FlowBot++: Learning Generalized Articulated Objects Manipulation via Articulation Projection
Harry Zhang, Ben Eisner, David Held
TL;DR
FlowBot++ addresses generalization in articulated-object manipulation by jointly predicting dense per-point Articulation Flow $f_p$ and Articulation Projection $r_p$, enabling multi-step, smooth trajectories without per-step re-estimation. Grounded in a 3D perception module FlowProjNet (based on PointNet++), the method estimates the articulation axis $\boldsymbol{\omega}$ and origin $v$ to interpolate revolute and prismatic trajectories via Rodrigues' formula, with a Gram-Schmidt correction to align predictions. The authors demonstrate strong zero-shot generalization on PartNet-Mobility in simulation and show sim-to-real transfer on real objects using a Sawyer robot, outperforming FlowBot3D and other baselines. Limitations include failures when both predictions are incorrect and reliance on segmentation masks, suggesting avenues for reducing annotation requirements and improving joint-parameter estimation.
Abstract
Understanding and manipulating articulated objects, such as doors and drawers, is crucial for robots operating in human environments. We wish to develop a system that can learn to articulate novel objects with no prior interaction, after training on other articulated objects. Previous approaches for articulated object manipulation rely on either modular methods which are brittle or end-to-end methods, which lack generalizability. This paper presents FlowBot++, a deep 3D vision-based robotic system that predicts dense per-point motion and dense articulation parameters of articulated objects to assist in downstream manipulation tasks. FlowBot++ introduces a novel per-point representation of the articulated motion and articulation parameters that are combined to produce a more accurate estimate than either method on their own. Simulated experiments on the PartNet-Mobility dataset validate the performance of our system in articulating a wide range of objects, while real-world experiments on real objects' point clouds and a Sawyer robot demonstrate the generalizability and feasibility of our system in real-world scenarios.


Write out all the entries below without any change.

Dataset records:
::::::::
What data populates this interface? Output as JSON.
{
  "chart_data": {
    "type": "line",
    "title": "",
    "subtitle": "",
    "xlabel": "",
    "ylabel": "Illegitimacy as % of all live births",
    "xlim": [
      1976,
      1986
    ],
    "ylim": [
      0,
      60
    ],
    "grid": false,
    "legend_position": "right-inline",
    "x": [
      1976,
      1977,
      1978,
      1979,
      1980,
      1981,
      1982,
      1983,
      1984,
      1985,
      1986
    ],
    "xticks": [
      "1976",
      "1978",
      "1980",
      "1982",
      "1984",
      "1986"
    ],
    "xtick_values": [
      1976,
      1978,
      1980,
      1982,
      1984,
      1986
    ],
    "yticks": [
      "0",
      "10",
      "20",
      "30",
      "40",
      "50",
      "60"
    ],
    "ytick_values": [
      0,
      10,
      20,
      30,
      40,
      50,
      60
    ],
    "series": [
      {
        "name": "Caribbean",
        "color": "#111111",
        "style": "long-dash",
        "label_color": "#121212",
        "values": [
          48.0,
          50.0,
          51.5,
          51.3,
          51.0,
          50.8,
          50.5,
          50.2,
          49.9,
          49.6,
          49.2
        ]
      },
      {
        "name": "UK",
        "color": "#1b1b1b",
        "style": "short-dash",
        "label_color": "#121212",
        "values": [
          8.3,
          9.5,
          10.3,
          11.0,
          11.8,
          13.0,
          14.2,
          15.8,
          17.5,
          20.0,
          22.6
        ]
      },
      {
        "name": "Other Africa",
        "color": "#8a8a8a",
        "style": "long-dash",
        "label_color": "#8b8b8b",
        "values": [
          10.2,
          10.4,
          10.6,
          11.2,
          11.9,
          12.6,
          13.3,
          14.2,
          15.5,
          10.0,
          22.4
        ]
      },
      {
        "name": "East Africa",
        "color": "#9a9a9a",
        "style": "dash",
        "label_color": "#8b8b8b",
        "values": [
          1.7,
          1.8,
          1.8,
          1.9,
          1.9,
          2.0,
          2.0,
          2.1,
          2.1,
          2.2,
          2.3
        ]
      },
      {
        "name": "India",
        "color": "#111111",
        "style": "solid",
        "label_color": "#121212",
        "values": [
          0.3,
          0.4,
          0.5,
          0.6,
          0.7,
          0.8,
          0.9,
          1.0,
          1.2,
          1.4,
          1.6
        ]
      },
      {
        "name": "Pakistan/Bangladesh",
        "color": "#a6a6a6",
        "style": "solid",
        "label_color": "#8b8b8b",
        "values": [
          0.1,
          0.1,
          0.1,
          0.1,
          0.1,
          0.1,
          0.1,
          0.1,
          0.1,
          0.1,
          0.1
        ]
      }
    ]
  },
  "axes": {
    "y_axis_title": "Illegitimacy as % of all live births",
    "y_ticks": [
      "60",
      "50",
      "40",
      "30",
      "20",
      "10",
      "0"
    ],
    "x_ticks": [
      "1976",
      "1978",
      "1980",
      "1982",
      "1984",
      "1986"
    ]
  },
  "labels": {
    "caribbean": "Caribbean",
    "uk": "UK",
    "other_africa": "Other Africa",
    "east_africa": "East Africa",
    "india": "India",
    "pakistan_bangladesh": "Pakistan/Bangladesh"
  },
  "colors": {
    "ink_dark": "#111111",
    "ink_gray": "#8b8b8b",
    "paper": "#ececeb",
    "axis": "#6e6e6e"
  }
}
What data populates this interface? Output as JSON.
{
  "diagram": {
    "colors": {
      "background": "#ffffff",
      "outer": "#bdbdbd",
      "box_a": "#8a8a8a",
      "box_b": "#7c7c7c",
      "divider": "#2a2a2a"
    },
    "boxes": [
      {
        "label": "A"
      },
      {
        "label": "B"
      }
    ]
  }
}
::::::::
- **Answer section**
What data populates this interface? Output as JSON.
{
  "chart_data": {
    "type": "line",
    "title": "",
    "subtitle": "",
    "xlabel": "",
    "ylabel": "Illegitimacy as % of all live births",
    "xlim": [
      1976,
      1986
    ],
    "ylim": [
      0,
      60
    ],
    "grid": false,
    "legend_position": "right-inline",
    "x": [
      1976,
      1977,
      1978,
      1979,
      1980,
      1981,
      1982,
      1983,
      1984,
      1985,
      1986
    ],
    "xticks": [
      "1976",
      "1978",
      "1980",
      "1982",
      "1984",
      "1986"
    ],
    "xtick_values": [
      1976,
      1978,
      1980,
      1982,
      1984,
      1986
    ],
    "yticks": [
      "0",
      "10",
      "20",
      "30",
      "40",
      "50",
      "60"
    ],
    "ytick_values": [
      0,
      10,
      20,
      30,
      40,
      50,
      60
    ],
    "series": [
      {
        "name": "Caribbean",
        "color": "#111111",
        "style": "long-dash",
        "label_color": "#121212",
        "values": [
          48.0,
          50.0,
          51.5,
          51.3,
          51.0,
          50.8,
          50.5,
          50.2,
          49.9,
          49.6,
          49.2
        ]
      },
      {
        "name": "UK",
        "color": "#1b1b1b",
        "style": "short-dash",
        "label_color": "#121212",
        "values": [
          8.3,
          9.5,
          10.3,
          11.0,
          11.8,
          13.0,
          14.2,
          15.8,
          17.5,
          20.0,
          22.6
        ]
      },
      {
        "name": "Other Africa",
        "color": "#8a8a8a",
        "style": "long-dash",
        "label_color": "#8b8b8b",
        "values": [
          10.2,
          10.4,
          10.6,
          11.2,
          11.9,
          12.6,
          13.3,
          14.2,
          15.5,
          10.0,
          22.4
        ]
      },
      {
        "name": "East Africa",
        "color": "#9a9a9a",
        "style": "dash",
        "label_color": "#8b8b8b",
        "values": [
          1.7,
          1.8,
          1.8,
          1.9,
          1.9,
          2.0,
          2.0,
          2.1,
          2.1,
          2.2,
          2.3
        ]
      },
      {
        "name": "India",
        "color": "#111111",
        "style": "solid",
        "label_color": "#121212",
        "values": [
          0.3,
          0.4,
          0.5,
          0.6,
          0.7,
          0.8,
          0.9,
          1.0,
          1.2,
          1.4,
          1.6
        ]
      },
      {
        "name": "Pakistan/Bangladesh",
        "color": "#a6a6a6",
        "style": "solid",
        "label_color": "#8b8b8b",
        "values": [
          0.1,
          0.1,
          0.1,
          0.1,
          0.1,
          0.1,
          0.1,
          0.1,
          0.1,
          0.1,
          0.1
        ]
      }
    ]
  },
  "axes": {
    "y_axis_title": "Illegitimacy as % of all live births",
    "y_ticks": [
      "60",
      "50",
      "40",
      "30",
      "20",
      "10",
      "0"
    ],
    "x_ticks": [
      "1976",
      "1978",
      "1980",
      "1982",
      "1984",
      "1986"
    ]
  },
  "labels": {
    "caribbean": "Caribbean",
    "uk": "UK",
    "other_africa": "Other Africa",
    "east_africa": "East Africa",
    "india": "India",
    "pakistan_bangladesh": "Pakistan/Bangladesh"
  },
  "colors": {
    "ink_dark": "#111111",
    "ink_gray": "#8b8b8b",
    "paper": "#ececeb",
    "axis": "#6e6e6e"
  }
}
What data populates this interface? Output as JSON.
{
  "diagram": {
    "colors": {
      "background": "#ffffff",
      "outer": "#bdbdbd",
      "box_a": "#8a8a8a",
      "box_b": "#7c7c7c",
      "divider": "#2a2a2a"
    },
    "boxes": [
      {
        "label": "A"
      },
      {
        "label": "B"
      }
    ]
  }
}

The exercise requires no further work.